Vignettes from International Day at NPS
Some great food and fun conversations with people from other countries.
Every year in either late April or May, the Naval Postgraduate School, where I was on the faculty for 33 years, has International Day. It’s one of my favorite events at the school. NPS students from many countries show up in the dress from those countries and sell food associated with those countries. You buy a number of tickets that look like old theater tickets and then use them to buy the food: 2 tickets for this, 3 for that, etc.
Because I’ve been retired for almost 8 years, I sometimes lose track. But on Saturday I made it. I don’t know the students any more and ran into only one person I knew from my time there. But that didn’t stop me. I like going for the food and I also like conversations with people about their countries. The longest conversations I had were with the Germans and my fellow Canadians.
Most of the food that I ate, though, was made by Asians: South Koreans, Japanese, and Indonesians, to name three.
Now to the conversations. There were a lot of Germans at the German booth, and they chose to wear their uniforms. I noticed the difference in colors of the uniforms. I asked if one was Army, one Marines, etc. No, I was told. The different shades represented the parts of the country (world? I’m not sure) they were in. So the lighter shade meant desert-like situations (that’s why I think it was the world, not the country) and, the officer told me, for far up north the uniforms were white.
And here was the most surprising fact. I asked one officer how long he planned to be in the military. He answered that he was 4 years along on a 14-year term. I was surprised and so I asked for clarification. Yes, indeed, he had signed up for a 14-year term and this was standard. I looked online and got the answer 13 to 17 years, depending on the area and required training. So presumably this officer was answering for his specialty. I forgot to ask if that applied to enlistees also. I checked and the answer is 6 to 23 months. (By the way, Germany ended the draft in 2011. Yay!)
Then I had a fun moment with another officer. I’ll call him K. I love asking trivia questions to people about their countries, questions to which I know the answer and, I suspect, they don't. I asked him whose music was used in the German national anthem. I had in mind the anthem “Deutschland, Deutschland, Uber Alles.” I knew that had been changed after WWII because of the bad associations it had, however unjustly—it had been the anthem long before Hitler. (I checked and it was changed well after WWII.) But I thought they had kept the tune and changed the words. I started singing the words I knew and K and some other officers quickly interrupted, which was understandable, given the rules. K told me the name of the new anthem and said it was a different song. I think he got flustered. Ok, I said, but who wrote the music for the old version? K said he didn’t know. “Haydn,” I answered. “Oh, yes,” he said, “Joseph Haydn, I had forgotten.” (It turns out that it is the same music; it’s just that they use the 3rd stanza, not the Uber Alles stanza.)
By the way, I got that impish idea of showing people I knew something about their country that they didn't from my old transportation economics professor, George Hilton at UCLA. When I was his class in the winter quarter of 1973, George found out I was from Canada.
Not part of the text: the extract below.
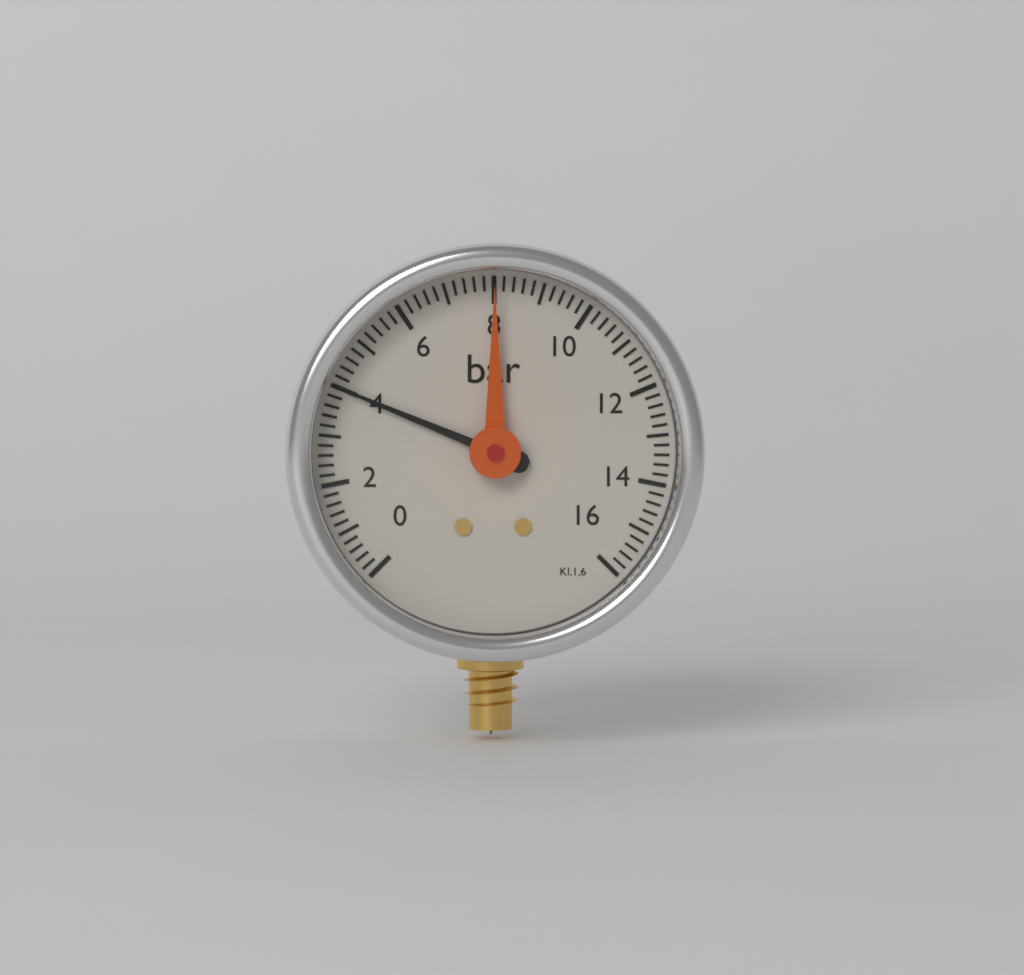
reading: 4.0 bar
So he asked me whom the McDonald-Cartier Freeway in Ontario was named after. Without hesitation I said, “John A. Macdonald and Jacques Cartier.” “No,” he replied triumphantly, “John A. Macdonald and George-Etienne Cartier.” Macdonald and Cartier were the two main “fathers of Confederation.” The Canadian history I learned in Grade 11 came flooding back.
And that brings me nicely to Canada. Their federal election is today and, because of Donald Trump’s nasty treatment of Canada, Pierre Poilievre, the head of the Conservative Party is likely to lose to Mark Carney, the head of the Liberal Party. Although I don’t know Poilievre’s views well, I know enough to think that he might have been the most libertarian Prime Minister in my adult lifetime and maybe even in my lifetime. He has backed down from his earlier pro-immigration views lately but he’s good on many other issues.
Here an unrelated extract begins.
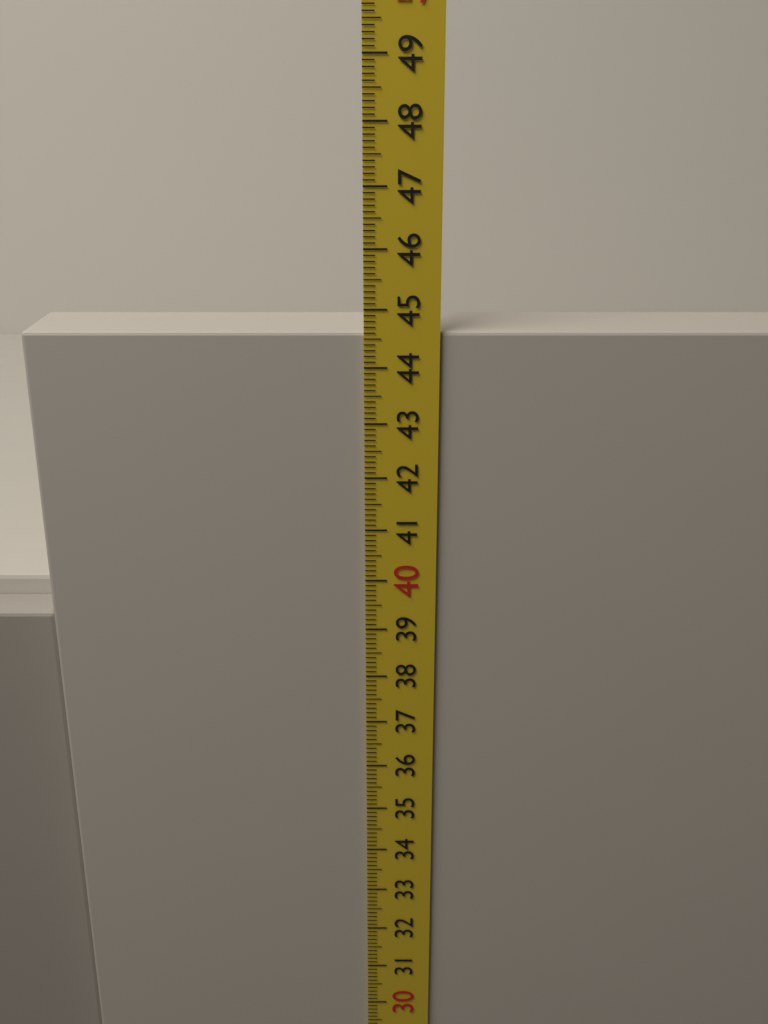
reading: 44.6 cm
When I went to the Canadian booth, I started by asking them where they were from and then we got into politics. They were reticent about their views, understandably, and so we talked about it as a horse race. (Later, I went back to the booth to get a picture and the woman wearing the Oilers jersey and I got talking about how bad a decision it was, even prospectively, for the Oilers manager to protest the tying goal that the Kings had scored. I told her that I had learned a new rule, which started in the 2019-20 season: when you have an unsuccessful challenge, you are assessed a minor penalty. That’s what happened and then the Oilers scored on the resulting power play.)
I had one interesting conversation with an officer in which we did get into politics. I told an officer at the Denmark booth that I opposed Trump’s plan to take over Greenland. He agreed with me and we high-fived.
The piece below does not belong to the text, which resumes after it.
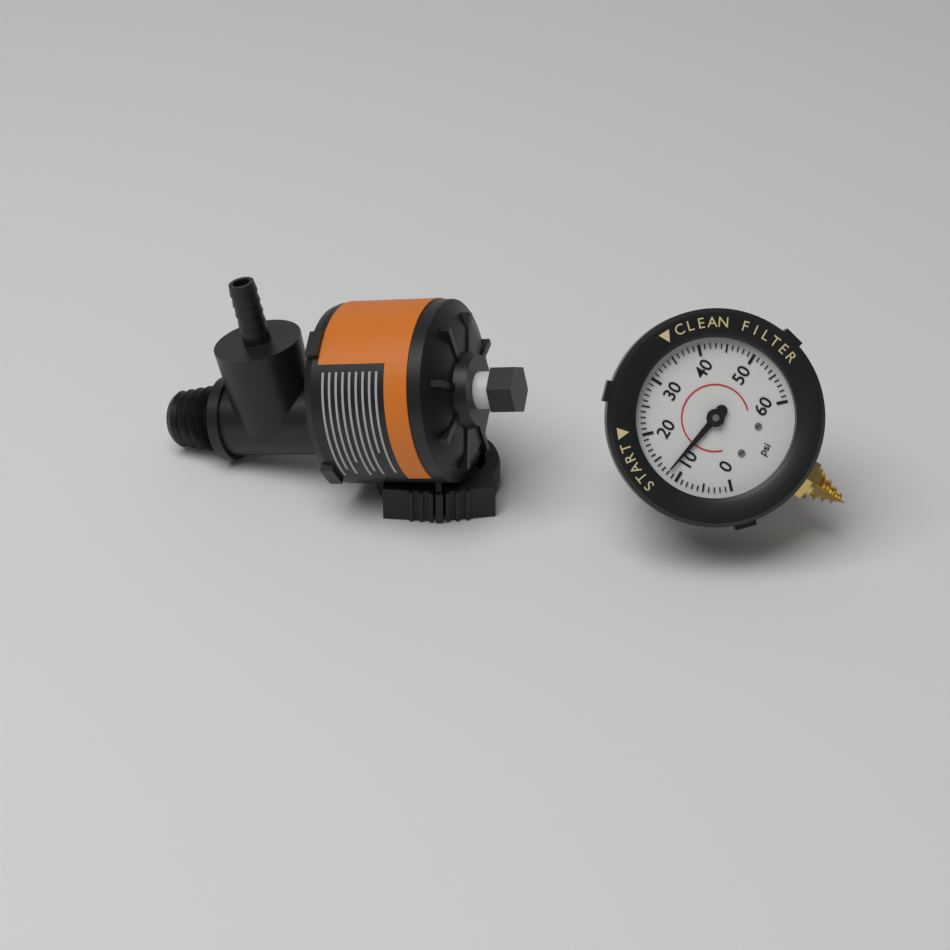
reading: 12 psi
Aside: I just read Glenn Greenwald on X writing that Canada uses paper ballots and they count the votes within hours. He’s right. What he leaves out is that they always vote on one thing: who will be your representative? In California, we often vote on 20 or more things. I’m not stating this to take a side on paper vs. electronic. But people who do take a side need, at a minimum, to know the facts.
Did you vote in the Canadian election, or have you renounced your citizenship?